Past and present join

in the winter solstice.
The days will stretch and we survive
with losses, yes, and lessons too,
to reap the honey of the hive
of history. The yield of what is given
insists a choice—to live; to thrive.

Wednesday, April 1, 2009

NATIONAL POETRY MONTH . . .

April 1st—and thus the start of National Poetry Month. No fooling . . . and no better time than now to begin to redress the utter absence of poetry from this blog. It’s not that I don’t read poetry (on pretty much a daily basis, no less): it’s more that I just haven’t come up for air much recently from my reading of prose, especially fiction.

But I might as well get this month off on the right foot (metrical and otherwise) with “shout outs” to a couple of poet-friends of mine who have shared their work with me in recent months. The first is Dorothy Shubow Nelson, who last Fall published her first book of poems, The Dream of the Sea. I took my time with this book, picking it up and putting it down, reading it forward and backward over a few weeks. Dorothy shows a real attentiveness to craft in her poems—they are satisfying and gratifying, one after another. But the one that I keep on returning to is actually the one that I just happened to read first, when I flipped open the book for the first time a few months ago:

HORN PLAYERS
Pine Street, Cambridge

Six horn players performed under
our window in the middle of the night

a dissonant modern composition
with unexpected harmonies.

The horns were old, tarnished, gray.
Were we being targeted or praised?

I read that the army was short on buglers—
they were playing reveille on tape.

There’s hunger here and lack of work
no shortage of horn players on this street.
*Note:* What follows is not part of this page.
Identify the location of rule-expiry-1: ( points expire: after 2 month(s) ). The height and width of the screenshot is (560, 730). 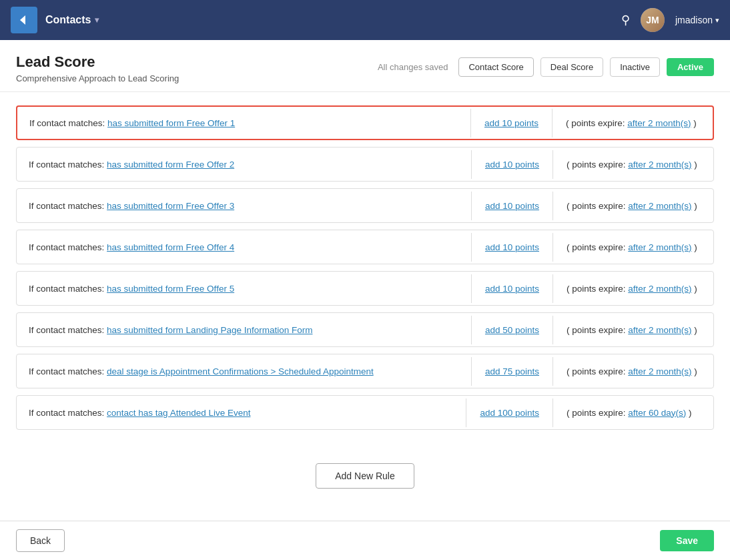
(633, 123).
I love the way that the poem “turns” away from its whimsical—almost surreal—opening six lines to hoist some serious thematic weight related to the troubling times that we live in: the painful recognition of both the need for and the shortage of military buglers in this time of high-casualty overseas war along with the compounding irony of the war-complicated economic woes so close to home. This one is a real keeper.
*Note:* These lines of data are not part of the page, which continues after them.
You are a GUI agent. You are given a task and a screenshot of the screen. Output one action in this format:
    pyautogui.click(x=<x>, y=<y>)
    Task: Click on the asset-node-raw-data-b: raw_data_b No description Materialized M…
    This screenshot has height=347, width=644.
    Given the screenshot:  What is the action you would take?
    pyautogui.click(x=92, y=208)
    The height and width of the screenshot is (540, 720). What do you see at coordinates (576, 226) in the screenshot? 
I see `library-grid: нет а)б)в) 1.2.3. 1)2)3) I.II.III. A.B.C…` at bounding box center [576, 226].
A couple of weeks ago I participated in the launch of a fine new literary journal, Consequence, which is dedicated to publishing literary engagements with war in the 21st century. Dorothy has a poem in that inaugural issue of the journal, and so does Kevin Bowen, who is well-known for writing about the Vietnam war from his perspective as a veteran who served with the U.S. Army's 1st Air Cavalry Division in 1968-1969. Consequence is well worth looking into.
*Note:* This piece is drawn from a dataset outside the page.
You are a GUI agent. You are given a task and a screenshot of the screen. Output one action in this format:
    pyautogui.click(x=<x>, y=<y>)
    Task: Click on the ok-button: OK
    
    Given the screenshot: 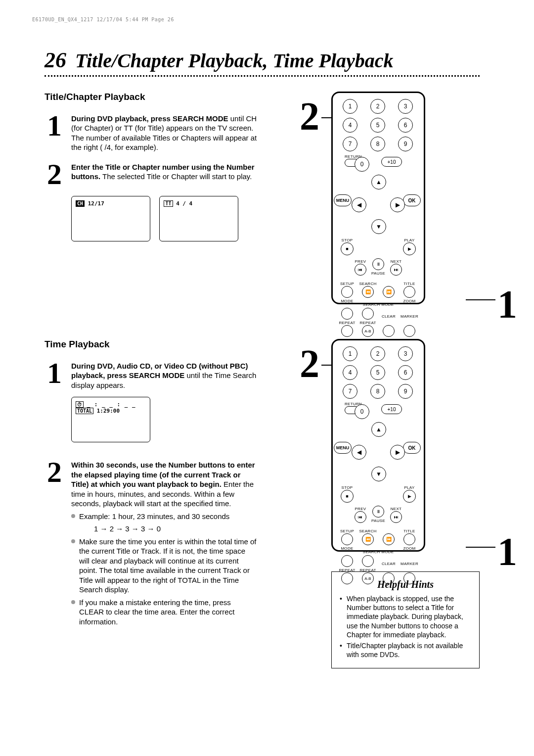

And so is Kevin’s latest gathering of poems, Thái Bình / Great Peace—a set of compelling lyrics culled from his various return visits to Vietnam over the past couple of decades. Of the many poems that gripped me in this chapbook, “In the Cu Chi Tourist Zone” is among the most powerful. Part of the reason is that I read it right around the time we read and discussed in my Understanding Literature course Tim O’Brien’s short story “The Things They Carried,” which has a scene involving the network of tunnels that the U.S. soldiers had to deal with in Vietnam (and that scene inevitably reminds me of the movie Platoon, which captures so graphically the unspeakable stress and strain the soldiers experienced when they had to crawl into those tunnels to ensure they were empty before destroying them). But another reason this poem particularly struck me involves the way that it testifies to the ongoing-ness of the Vietnam war . . . the “collateral damage” that continues to be felt on both sides of the globe. One of the functions of poetry is to provide such testimony:

IN THE CU CHI TOURIST ZONE

After the tunnel crawl, the lecture on methods
of channeling smoke from the kitchens,
care of the wounded, the old woman tells
how she survived the Rome Plows,
listened from her spider hole to the soldiers’
footsteps overhead. But then, something
not in the script happens. The acrid scent
of tear gas drifts through the lean-to.
In a nearby field two boys run from a ditch,
behind them a rusting red fifty-five gallon drum
leaks pink powder down into a water-filled bomb crater.
Call it collateral damage, thirty years later again.